The practical summary, in one breath: CRI 90 or better, about 3000K everywhere, light in the vertical plane at rods and shelf edges rather than one bulb at the ceiling, sensors instead of switches, enclosed low-heat fixtures installed to code, and all of it drawn into the millwork before the first panel is cut. Lighting is included in our design drawings, priced in the same fixed written quote as the cabinetry — the cost essay explains how the numbers work — and installed by the same crew. If your current closet lies to you before breakfast, the fix is cheaper than the blazer it mislabeled: bring us the room.

Field note № III.10 · Edited at the workshop, the Bronx
Drawn from the lighting bench · Published Summer MMXXVI
Lighting, often asked
What is the best lighting for a closet?

High color-rendering LED, placed so it lights the clothes rather than the floor. Look for a CRI of 90 or better so navy reads as navy and black as black, and put the light in the vertical plane — strips along the rod and at shelf edges — instead of relying on one ceiling fixture that leaves every garment in its own shadow.

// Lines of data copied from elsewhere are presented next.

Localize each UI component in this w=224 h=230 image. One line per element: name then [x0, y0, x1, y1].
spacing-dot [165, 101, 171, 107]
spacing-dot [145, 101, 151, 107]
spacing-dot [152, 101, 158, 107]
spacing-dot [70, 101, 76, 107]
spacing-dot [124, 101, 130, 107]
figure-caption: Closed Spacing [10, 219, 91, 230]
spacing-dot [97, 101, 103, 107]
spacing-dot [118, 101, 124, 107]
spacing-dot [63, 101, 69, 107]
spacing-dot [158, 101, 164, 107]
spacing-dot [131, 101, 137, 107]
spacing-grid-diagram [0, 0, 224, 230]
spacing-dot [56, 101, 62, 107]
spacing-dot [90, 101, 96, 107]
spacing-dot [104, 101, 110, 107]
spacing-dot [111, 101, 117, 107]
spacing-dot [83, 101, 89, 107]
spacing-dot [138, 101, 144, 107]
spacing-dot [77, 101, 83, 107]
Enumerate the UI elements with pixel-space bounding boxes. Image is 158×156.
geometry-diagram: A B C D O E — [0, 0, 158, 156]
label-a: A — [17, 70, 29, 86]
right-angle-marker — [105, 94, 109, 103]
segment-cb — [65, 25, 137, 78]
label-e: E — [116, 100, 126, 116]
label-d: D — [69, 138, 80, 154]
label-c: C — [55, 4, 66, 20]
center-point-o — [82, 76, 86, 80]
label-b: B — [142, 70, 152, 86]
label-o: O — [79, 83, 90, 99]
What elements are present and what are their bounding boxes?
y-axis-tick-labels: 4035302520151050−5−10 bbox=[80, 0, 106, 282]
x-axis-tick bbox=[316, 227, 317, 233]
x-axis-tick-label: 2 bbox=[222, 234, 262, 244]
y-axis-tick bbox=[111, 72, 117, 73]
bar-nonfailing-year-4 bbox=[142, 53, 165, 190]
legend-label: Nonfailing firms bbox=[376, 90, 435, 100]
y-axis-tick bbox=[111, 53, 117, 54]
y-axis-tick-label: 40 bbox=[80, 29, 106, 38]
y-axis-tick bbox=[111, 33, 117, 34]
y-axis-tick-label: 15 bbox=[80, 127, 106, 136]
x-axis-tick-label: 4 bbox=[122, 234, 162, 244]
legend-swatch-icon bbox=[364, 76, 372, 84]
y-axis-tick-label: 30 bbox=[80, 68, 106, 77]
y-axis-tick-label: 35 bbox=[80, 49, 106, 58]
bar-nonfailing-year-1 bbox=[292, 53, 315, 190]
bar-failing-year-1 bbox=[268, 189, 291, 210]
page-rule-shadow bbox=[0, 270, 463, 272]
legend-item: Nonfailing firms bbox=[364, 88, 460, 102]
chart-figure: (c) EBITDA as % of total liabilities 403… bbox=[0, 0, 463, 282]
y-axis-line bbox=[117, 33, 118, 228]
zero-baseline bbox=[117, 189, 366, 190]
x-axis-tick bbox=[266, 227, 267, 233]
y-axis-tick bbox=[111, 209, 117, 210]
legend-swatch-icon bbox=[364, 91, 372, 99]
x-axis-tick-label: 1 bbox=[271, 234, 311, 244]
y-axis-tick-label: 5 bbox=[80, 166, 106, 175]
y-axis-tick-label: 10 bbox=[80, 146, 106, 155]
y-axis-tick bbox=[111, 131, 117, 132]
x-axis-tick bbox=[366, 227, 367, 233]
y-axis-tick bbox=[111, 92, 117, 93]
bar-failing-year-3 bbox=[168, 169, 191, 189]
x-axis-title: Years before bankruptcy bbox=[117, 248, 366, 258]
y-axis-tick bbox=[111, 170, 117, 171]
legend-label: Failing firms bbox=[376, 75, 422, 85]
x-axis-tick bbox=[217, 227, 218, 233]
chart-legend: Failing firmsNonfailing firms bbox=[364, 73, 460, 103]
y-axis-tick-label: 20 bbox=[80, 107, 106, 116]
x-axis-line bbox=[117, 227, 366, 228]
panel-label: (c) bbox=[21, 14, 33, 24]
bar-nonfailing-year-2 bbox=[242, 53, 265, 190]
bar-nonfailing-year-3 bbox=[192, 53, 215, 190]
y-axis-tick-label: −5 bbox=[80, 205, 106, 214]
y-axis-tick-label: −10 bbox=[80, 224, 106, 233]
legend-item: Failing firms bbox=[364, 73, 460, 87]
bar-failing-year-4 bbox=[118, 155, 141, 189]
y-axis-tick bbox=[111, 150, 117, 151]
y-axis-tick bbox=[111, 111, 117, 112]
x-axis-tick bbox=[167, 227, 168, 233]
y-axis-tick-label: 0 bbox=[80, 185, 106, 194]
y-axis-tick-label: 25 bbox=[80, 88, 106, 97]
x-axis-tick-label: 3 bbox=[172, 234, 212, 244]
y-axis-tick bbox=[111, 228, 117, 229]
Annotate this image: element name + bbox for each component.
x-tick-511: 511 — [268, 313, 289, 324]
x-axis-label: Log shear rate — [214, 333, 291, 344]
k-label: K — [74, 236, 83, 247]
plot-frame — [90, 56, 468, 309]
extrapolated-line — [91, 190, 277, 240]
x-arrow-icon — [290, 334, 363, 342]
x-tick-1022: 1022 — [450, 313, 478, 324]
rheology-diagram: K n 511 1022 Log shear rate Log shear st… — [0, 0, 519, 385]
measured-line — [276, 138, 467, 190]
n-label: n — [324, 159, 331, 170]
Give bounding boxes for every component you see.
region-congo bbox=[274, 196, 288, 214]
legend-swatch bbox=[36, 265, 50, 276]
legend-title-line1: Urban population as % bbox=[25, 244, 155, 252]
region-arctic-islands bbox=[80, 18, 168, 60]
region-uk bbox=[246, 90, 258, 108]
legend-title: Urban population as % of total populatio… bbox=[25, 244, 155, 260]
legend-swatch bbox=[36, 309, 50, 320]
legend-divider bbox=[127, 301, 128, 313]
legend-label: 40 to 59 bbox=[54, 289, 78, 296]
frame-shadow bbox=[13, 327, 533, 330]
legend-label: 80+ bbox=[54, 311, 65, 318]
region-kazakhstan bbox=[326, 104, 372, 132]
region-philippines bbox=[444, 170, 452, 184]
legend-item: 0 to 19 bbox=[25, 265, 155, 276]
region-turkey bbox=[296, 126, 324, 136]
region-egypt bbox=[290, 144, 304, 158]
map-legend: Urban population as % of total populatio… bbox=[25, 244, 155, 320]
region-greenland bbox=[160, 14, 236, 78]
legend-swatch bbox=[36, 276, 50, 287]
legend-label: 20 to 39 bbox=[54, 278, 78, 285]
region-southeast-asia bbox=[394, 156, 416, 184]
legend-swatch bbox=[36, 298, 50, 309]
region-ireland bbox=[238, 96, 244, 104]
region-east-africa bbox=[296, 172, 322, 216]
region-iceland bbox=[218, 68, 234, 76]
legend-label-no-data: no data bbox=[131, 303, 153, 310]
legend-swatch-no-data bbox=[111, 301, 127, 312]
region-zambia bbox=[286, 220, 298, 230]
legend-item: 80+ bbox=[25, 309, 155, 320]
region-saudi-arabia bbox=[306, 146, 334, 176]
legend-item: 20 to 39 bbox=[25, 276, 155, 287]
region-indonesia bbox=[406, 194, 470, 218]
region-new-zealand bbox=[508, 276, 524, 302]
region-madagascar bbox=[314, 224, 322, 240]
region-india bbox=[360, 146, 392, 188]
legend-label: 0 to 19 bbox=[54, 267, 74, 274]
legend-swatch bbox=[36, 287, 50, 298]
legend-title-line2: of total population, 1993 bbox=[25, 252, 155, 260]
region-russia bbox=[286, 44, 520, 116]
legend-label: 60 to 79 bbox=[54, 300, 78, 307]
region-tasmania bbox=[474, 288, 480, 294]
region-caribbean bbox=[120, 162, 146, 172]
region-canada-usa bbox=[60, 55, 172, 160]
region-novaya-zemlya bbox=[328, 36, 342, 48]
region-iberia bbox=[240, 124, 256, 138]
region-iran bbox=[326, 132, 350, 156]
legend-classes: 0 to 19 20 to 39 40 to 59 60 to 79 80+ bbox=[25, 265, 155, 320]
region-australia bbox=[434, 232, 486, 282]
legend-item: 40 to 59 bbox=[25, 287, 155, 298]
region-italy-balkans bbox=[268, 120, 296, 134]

What color temperature should closet lights be?

Stay near 3000K. Cooler than about 3500K, a closet reads clinical and warm timber goes gray; much warmer than 2700K, whites yellow and color judgment suffers. Around 3000K with a high CRI you get honest color and a room that still feels like part of the home. Whatever you choose, keep it identical on every fixture in the room — mixed temperatures are what makes a closet feel off.

Do closet lights need to meet electrical code?

Yes. Electrical code treats clothes closets specially because textiles and hot lamps are a bad pairing: open or exposed incandescent bulbs are not allowed, and every fixture type has required clearances from the storage area. Fully enclosed, low-heat LED fixtures are the practical answer — they satisfy the code with the least clearance and put the least heat near the clothes. Installation belongs with a licensed electrician.

Are motion-sensor lights worth it in a closet?

Yes — a door contact or motion sensor is the difference between lighting you have and lighting you use, since closet light is needed for seconds at a time and both hands are usually full. We wire built-in lighting to switch on with the door or the drawer, with a timeout so nothing is left burning inside the millwork.

Let the closet tell the truth.

Lighting is drawn into our millwork from the first sketch — channels milled, wiring concealed, one fixed written quote for the whole room. The first conversation is free.